Everyday Anchorage

Click on an image to enlarge. 

To hear from Anchorage Museum staff and artist Duke Russell, click play below.

Hi, my name is Heather McClain, and I serve as a Senior Archivist for the Archives and Library at the Anchorage Museum. We steward over 800,000 images and 14,000 books, including photographs from the Ward Wells Collection featured in this exhibition.

Ward Wells was a professional photographer from when he arrived in Alaska in 1946 until he passed in 1982. The Ward Wells Collection consists of about 150,000 negatives that were taken throughout his career. For over three decades, Wells documented life across Alaska, from Fur Rendezvous and statehood celebrations to the aftermath of the 1964 earthquake and climate change in remote communities. His photographs appear in magazines, such as Life and Time, and in national broadcast TV, offering a vivid visual record of Alaska in the mid-20th century.

The Ward Wells Collection is organized in three series based on the materials and how they were created: the Portrait series, the Commercial series, and the Stock series. This information not only helps us document the collection but also allows us to provide better access for researchers like Duke Russell and the curatorial team when they come in to view the collection for a project. Wells’ photographs are historical documents of a time and a place within a community’s history, connecting our visitors to the stories and memories embedded in the place where we live. And sometimes these memories lead to an exhibition like this. 

 

Aaron:

Hi, my name is Aaron Legget, Senior Curator of Alaska History and Indigenous Cultures here at the Anchorage Museum. Having worked here for over 15 years and on several exhibitions centered around Anchorage, one of the key resources that I call upon when developing content is the Ward Wells Collection. What I find interesting about this collection is the range of his photographs. Some are strictly documentary or commercial in nature and other are a real slice of life or capture quirky elements of Anchorage as it was experiencing rapid growth after World War II.

Artist Duke Russell, who like many people moved up here in the mid 1960s and grew up in Anchorage, has often used Wells’ photographss to augment his own memories of Anchorage when creating his artwork.

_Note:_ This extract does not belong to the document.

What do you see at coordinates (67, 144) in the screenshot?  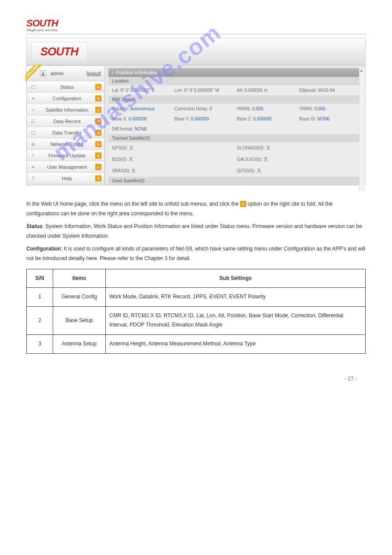 I see `menu-label: Network Config` at bounding box center [67, 144].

Duke’s paintings often incorporate both the real and the imagined but are always familiar to those of us who have lived for several decades in this place and can see the character of it.

 

Duke:

It started with this question about Spenard. Why did Spenard have such an attitude? And, I had limited experience with the museum, going to the archive library was new to me. I started just rifling through what they gave me. And I fell upon Ward Wells. And as I looked through his stuff and got to know the staff, they gave me some white gloves and let me loose in the back and I just started going through all the negatives. One thing led to another, you know, if I found something, I would be jonesing to find something else. And I kept at it for six months until I went through the entire collection. 

I was looking for some honesty. And I think the Ward Wells Collection, even though it was a lot of commercial photography, it was the first day of these businesses. You know, I think that's very interesting because, you know, who knows what's going to happen. And it's sort of like the birth of community.